Tungata made the only open acknowledgement of this when, in plain sight of the other three, he took four 7.62 bullets for the Tokarev pistol, wrapped them in a scrap of goat-skin, and wedged them in a crack in the limestone wall beside the pool. The -two girls watched him with sickly fascination, and though Craig made a show of checking his breathing equipment, they all understood. This was the final assurance against torture and slow mutilation, one bullet for each of them.
"Okay!" Craig's voice was overloud for the silence of the gallery.
"I'm going to see h*w efficiently this contraption is going to drown me." Tungata lifted the set and Craig knelt and slipped his head through the yoke of the life-jacket. Sally' Anne and Sarah settled the bottle and canisters on his back, and then strapped them in place with strips of canvas cut from the seat covers. Craig checked the knots. If the set ever failed, he must be able to jettison it in a hurry.

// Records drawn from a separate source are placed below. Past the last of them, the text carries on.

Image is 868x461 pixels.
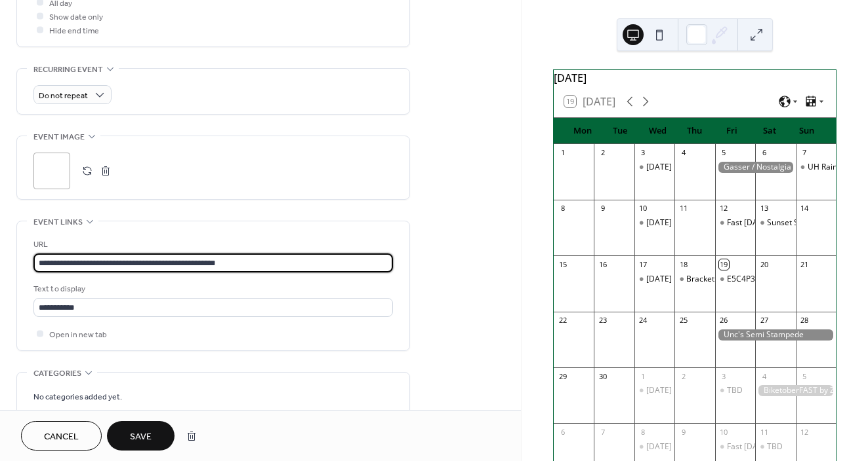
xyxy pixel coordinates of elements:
[799,316,809,326] div: 28
[598,316,608,326] div: 23
[34,216,83,230] span: Event links
[715,442,755,453] div: Fast Friday
[638,204,648,214] div: 10
[558,316,568,326] div: 22
[646,274,749,285] div: [DATE] Night Grudge Racing
[719,427,729,437] div: 10
[49,329,107,342] span: Open in new tab
[727,442,770,453] div: Fast [DATE]
[634,274,674,285] div: Wednesday Night Grudge Racing
[755,442,795,453] div: TBD
[646,385,749,396] div: [DATE] Night Grudge Racing
[564,118,602,144] div: Mon
[676,118,713,144] div: Thu
[678,427,688,437] div: 9
[787,118,825,144] div: Sun
[678,372,688,382] div: 2
[558,204,568,214] div: 8
[39,88,87,103] span: Do not repeat
[49,24,99,38] span: Hide end time
[755,218,795,229] div: Sunset Showoff 7 Presented by Mr.Detail
[34,282,391,296] div: Text to display
[634,218,674,229] div: Wednesday Night Grudge Racing
[598,148,608,158] div: 2
[799,204,809,214] div: 14
[634,385,674,396] div: Wednesday Night Grudge Racing
[799,427,809,437] div: 12
[767,442,782,453] div: TBD
[759,148,769,158] div: 6
[638,259,648,269] div: 17
[34,63,103,77] span: Recurring event
[759,427,769,437] div: 11
[34,237,391,251] div: URL
[727,385,743,396] div: TBD
[34,367,82,381] span: Categories
[21,421,101,451] button: Cancel
[678,204,688,214] div: 11
[646,162,827,173] div: [DATE] Night Grudge Racing - Animal Points Night
[759,204,769,214] div: 13
[639,118,676,144] div: Wed
[727,218,770,229] div: Fast [DATE]
[678,259,688,269] div: 18
[558,372,568,382] div: 29
[638,427,648,437] div: 8
[602,118,639,144] div: Tue
[638,372,648,382] div: 1
[719,204,729,214] div: 12
[34,153,71,190] div: ;
[34,130,85,144] span: Event image
[49,11,103,24] span: Show date only
[674,274,714,285] div: Bracket Finals at Quaker City
[598,204,608,214] div: 9
[558,427,568,437] div: 6
[715,162,795,173] div: Gasser / Nostalgia Reunion
[713,118,751,144] div: Fri
[715,274,755,285] div: E5C4P3 - Escape - The Journey Tribute Band Live at KMP
[719,372,729,382] div: 3
[759,259,769,269] div: 20
[686,274,828,285] div: Bracket Finals at [GEOGRAPHIC_DATA]
[598,372,608,382] div: 30
[715,218,755,229] div: Fast Friday
[799,148,809,158] div: 7
[678,148,688,158] div: 4
[759,316,769,326] div: 27
[554,71,836,85] div: [DATE]
[130,430,151,444] span: Save
[634,162,674,173] div: Wednesday Night Grudge Racing - Animal Points Night
[558,148,568,158] div: 1
[678,316,688,326] div: 25
[44,430,79,444] span: Cancel
[107,421,174,451] button: Save
[638,316,648,326] div: 24
[795,162,836,173] div: UH Rainbow Race - Charity Event
[719,148,729,158] div: 5
[751,118,787,144] div: Sat
[715,330,836,341] div: Unc's Semi Stampede
[638,148,648,158] div: 3
[34,390,122,404] span: No categories added yet.
[646,218,749,229] div: [DATE] Night Grudge Racing
[799,372,809,382] div: 5
[759,372,769,382] div: 4
[719,316,729,326] div: 26
[598,427,608,437] div: 7
[719,259,729,269] div: 19
[755,385,836,396] div: BiketoberFAST by Zulu MC / Super Elim
[598,259,608,269] div: 16
[558,259,568,269] div: 15
[646,442,749,453] div: [DATE] Night Grudge Racing
[799,259,809,269] div: 21
[634,442,674,453] div: Wednesday Night Grudge Racing
[715,385,755,396] div: TBD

At last he hopped into the pool, shuddered at the cold as he fitted the mask over his mouth and nose, secured the strap behind his head and half-filled his chest bag with oxygen. He gave the three on the bank a thumbsup sign, and lowered himself below the surface.
As he had anticipated, buoyancy was his first problem.
The pull of the bag on his chest rolled him onto his back likea dead fish, and with the thrust of his one leg, he was unable to right himself. He paddled back to the slab, and began the irksome business of experimenting with rock weights to adjust his attitude in the water.
In the end he found that the only way to do it was to hold an excessively heavy stone and let it draw him down headfirst. However, as soon as he released the stone, he was borne irresistibly upwards.
"At least the joints are watertight," he told them when he surfaced again. "And I'm getting oxygen. There is a lot of water leaking in around the edges of the mask, but I can purge that in the usual way." He demonstrated the trick of holding the mask at the top and forcing the accumulated water out of the bottom with a sharp exhalation of breath.
"When are you going to go for the wall?"
"I guess I'm as ready now as I'll ever be," Craig admitted reluctantly.
"V* ou must understand that I wish to be as a father to you," Peter Fungabera smiled gently. "I look upon you as my children."
"I
can understand this Shana chattering as little as I can the barking of baboons from the hilltops Vusamanzi replied courteously, and Peter Fungabera made a gesture of irritation as he turned to his sergeant.
"Where is that translator?"
"He will be here very soon, mambo." Tapping his swagger-stick against his thigh, Peter Fungabera walked slowly down the ragged rank of villagers that his troopers had gathered in from their hoeing on the maize fields and had flushed from the huts.
Apart from the old man, they were all women and children. Some of the women were as ancient as the witch-doctor, with white woolly pates and wizened dugs hanging to their waists, others were still capable of child-bearing with fat infants strapped to their backs, or standing naked at their knees; snot had dried white around the toddlers" nostrils and flies crawled unnoticed on their lips and at the corners of their eyes, and they stared up at Peter as he passed with fathomless eyes. There were still younger women with firm full breasts and glossy skin, pre-pubescent girls and uncircumcised boys. Peter Fungabera smiled kindly at them, but they stared back at him without expression.
"My Matabele puppies, we will hear you yap a little before this day is done," he promised softly, and turned at the end of the line. He walked back slowly to where the Russian waited in the shade of one of the huts.
"You will get nothing qut of the old one." Bukharin took the ebony cigarette-holder from between his teeth and coughed softly, covering his mouth with his hand. "He is dried up, beyond pain, beyond suffering. Look at his eyes.
Fanatic."
"I agree, these sangoma are capable of self-hypnosis, he will be impervious to pairWPeter Fungabera shot back the cuff of his battle-sino and glanced impatiently at his watch. "Where is that translator?" It was another hour before the Matabele trusty from the rehabilitation centre was hustled up the path from the valley. He fell on his knees before Peter Fungabera, blubbering and holding up his manacled hands.
"Get up!" Then, to the sergeant, "Remove his manacles.
Bring the old man here." Vusamanzi was led into the centre of the village square.
"Tell him I am his father," Fungabera ordered.
"Mambo, he replies that his father was a man, not a hyena."
"Tell him that although I cherish him and all his people, I am displeased with him."
"Mambo, he replies that if he has made Your Honour unhappy, then he is well content."
"Tell him he has tied to my men."
"Mambo, he hopes for the opportunity to do so again."
"Tell him that I know he is protecting and feeding four enemies of the state."
"Mambo, he suggests that Your Honour is demented.
There are no hidden enemies of the state."
"Very well. Now address all these people. Repeat that I wish to know where the traitors are hidden. Tell them that if they lead me to them, then nobody in the village will come to any harm." The translator stood before the silent rank of women and children, and made a long and passionate plea, but when he ended, they stared back at him stolidly. One of the infants began to scream petulantly, and its mother swung it under her arm and pressed her swollen nipple into its tiny mouth. There was silence again.